There is a specific kind of infographic success that is actually a slow failure, and I know it well because I have produced it. The graphic goes out, gets 200 likes on LinkedIn, the design team is thrilled, the marketing lead puts it in the quarterly win report, and then it never does anything else. It does not earn backlinks. It does not get cited by AI platforms. It sits on the company blog as an image file that crawlers cannot read, doing exactly nothing for the next twelve months.

The problem is rarely the design. The design disciplines for "get shared on LinkedIn" and "get cited by AI" are completely different, and most teams are only playing the first game.
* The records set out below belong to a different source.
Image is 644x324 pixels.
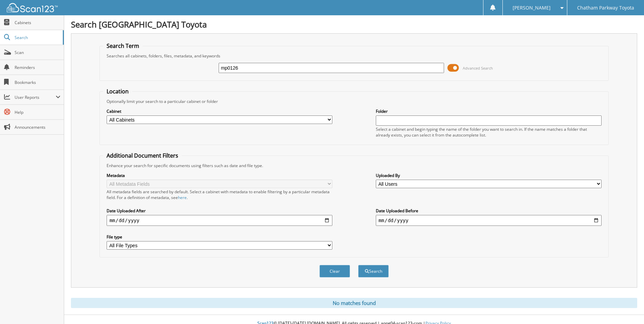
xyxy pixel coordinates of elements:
span: User Reports [14,95,56,100]
button: Clear [319,265,350,278]
label: Folder [376,108,602,114]
a: here [178,195,187,200]
input: end [376,215,602,226]
span: Announcements [14,125,61,130]
button: Search [358,265,389,278]
div: All metadata fields are searched by default. Select a cabinet with metadata to enable filtering b... [107,189,332,200]
span: Bookmarks [14,80,61,85]
span: Cabinets [14,20,61,25]
div: Searches all cabinets, folders, files, metadata, and keywords [103,53,605,59]
legend: Additional Document Filters [103,152,182,159]
span: [PERSON_NAME] [513,5,551,10]
input: start [107,215,332,226]
img: scan123-logo-white.svg [7,3,58,12]
span: Scan [14,50,61,55]
label: Cabinet [107,108,332,114]
span: Help [14,110,61,115]
span: Chatham Parkway Toyota [577,5,634,10]
label: Metadata [107,172,332,178]
span: Reminders [14,65,61,70]
label: File type [107,234,332,240]
div: Select a cabinet and begin typing the name of the folder you want to search in. If the name match... [376,127,602,138]
legend: Search Term [103,42,143,50]
label: Date Uploaded Before [376,208,602,214]
span: Advanced Search [463,65,493,71]
div: Optionally limit your search to a particular cabinet or folder [103,99,605,104]
label: Uploaded By [376,172,602,178]
legend: Location [103,88,132,95]
div: No matches found [71,298,637,308]
div: Enhance your search for specific documents using filters such as date and file type. [103,163,605,168]
span: Search [14,35,59,40]
h1: Search [GEOGRAPHIC_DATA] Toyota [71,18,637,30]
label: Date Uploaded After [107,208,332,214]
What Is an AEO-Optimized Infographic?

An AEO-optimized infographic is a visual asset built with two simultaneous audiences in mind: the human scrolling LinkedIn who needs to understand a complex idea quickly, and the AI model scanning a web page that needs to extract a specific, attributable data point to use in a synthesized answer. The visual serves the human. The text elements, alt text, structured caption, and surrounding page content serve the AI model.

Most infographics are built only for the first audience. They are beautiful and effective at a glance. They are also, from an AI extraction standpoint, close to invisible, because 69% of AI crawlers cannot execute JavaScript and cannot read text embedded inside an image file. If your infographic's data lives inside a JPG, an AI model sees a blank space where your best data used to be.

The Fundamental Design Problem

The instinct of almost every design team when building an infographic is to make the data part of the visual. The number goes inside the circle. The statistic becomes the headline of a bar chart. The framework gets illustrated with arrows and icons. This is the right instinct for human consumption. It is the wrong architecture for AI citation.

Because here is the thing: AI models do not read images. They read text. And they read the text that surrounds images. An infographic that puts all of its data inside the image file and nothing in the surrounding page copy has essentially hidden its most valuable content from the platforms most likely to cite it.

The fix is not to make infographics less visual. It is to build the text layer that runs alongside the visual. The data that lives inside the graphic also needs to live in accessible text, in the alt text, in the caption, in the body copy on the same page, in a structured list below the graphic. Not a word-for-word transcription. A complementary text representation that gives AI models something to extract.

The Four-Element Structure That Works

Here is what an infographic page built for both human and AI audiences looks like.

  • The visual itself, built for human comprehension. Clear hierarchy, minimal text inside the image, strong data visualization, the brand design language applied consistently. This part has not changed. Design for the human who needs to understand something at a glance and might share it.
  • A descriptive alt text that names the key insight. Not "infographic about marketing statistics." Something like "B2B content repurposing framework showing that one 2,000-word blog post produces an average of seven LinkedIn posts, three email segments, and two downloadable assets based on Nagana Media's production data." Alt text is read by AI crawlers and screen readers. It is your one-line citation anchor. Make it count.
  • A short structured caption or summary below the graphic. Three to five sentences that pull the two or three most important data points out of the visual and put them in plain text. "Companies that repurpose content consistently see 30% higher organic traffic than those publishing only original pieces. The most underutilized repurposing format is email, with fewer than 40% of content teams adapting blog content for their newsletter audience." This is the text an AI model reads when the image file is inaccessible. This is what gets extracted and cited.
  • A source and date line. "Data: Nagana Media internal analysis, Q1 2026" or "Source: CMI 2025 B2B Content Marketing Report." Attribution both builds credibility for the human reader and provides the source label an AI model uses when deciding whether to cite this page. Unsourced data earns less citation trust than sourced data, all else being equal.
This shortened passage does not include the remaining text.